Layer 2 solutions and alternative chains address gas costs. Optimistic rollups and ZK-rollups support ERC-20 tokens with much lower fees. Polygon, Arbitrum, and similar networks provide Ethereum compatibility with minimal costs. The standard works identically across these environments—a major advantage of standardization.
Wrapped Assets
Wrapped Bitcoin (WBTC) and other wrapped assets use ERC-20 to bring non-Ethereum assets to Ethereum. WBTC represents Bitcoin as an ERC-20 token, enabling Bitcoin to work in DeFi protocols. This bridging expands what assets can participate in Ethereum's ecosystem while maintaining the benefits of standardization.
The wrapping process involves custody—Bitcoin is locked, and equivalent WBTC is minted. Unwrapping does the reverse. While this introduces custodial trust, it's a practical solution for cross-chain interoperability that leverages ERC-20's universal compatibility.
Regulatory Implications
Regulators sometimes classify ERC-20 tokens as securities depending on their use case and how they're sold. The technical standard is neutral—it can represent anything from currencies to securities to utility. Projects must consider regulatory implications beyond technical implementation.
This legal uncertainty affects ERC-20 adoption by traditional institutions. Many want blockchain benefits but need regulatory clarity. As frameworks develop, ERC-20's role as infrastructure becomes clearer—it's a tool that can implement compliant or non-compliant systems depending on how it's used.
Evolution and Future
While ERC-20 remains dominant, newer standards address its limitations. ERC-777 adds hooks for contracts to react to incoming tokens. ERC-1363 enables single-transaction approval and transfer. Account abstraction proposals could eliminate approve/transferFrom complexity. Yet ERC-20's simplicity and network effects keep it relevant.
The standard will likely persist for decades. Too much infrastructure depends on it to replace wholesale. Instead, improvements layer on top while maintaining backward compatibility. This evolutionary approach preserves existing ecosystems while enabling innovation.
Career Applications
ERC-20 expertise is fundamental for blockchain developers.
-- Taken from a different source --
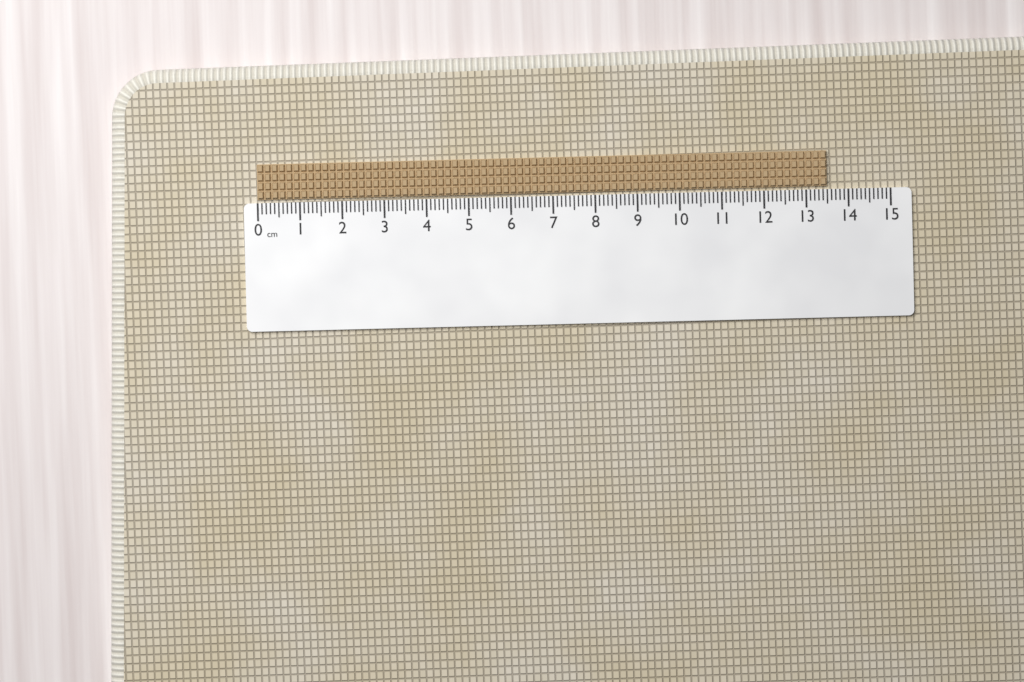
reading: 13.5 cm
Every smart contract interacting with tokens uses these interfaces. Auditors frequently review ERC-20 implementations for security issues. Protocol designers must understand the standard's capabilities and limitations when architecting token economics.
Financial professionals entering crypto need to understand ERC-20 for custody, trading, and regulatory compliance. Product managers designing token-based applications require knowledge of what the standard enables and constrains. As tokenization expands into traditional assets and industries, professionals who deeply understand ERC-20 mechanics and best practices will find opportunities across the converging worlds of traditional and blockchain finance.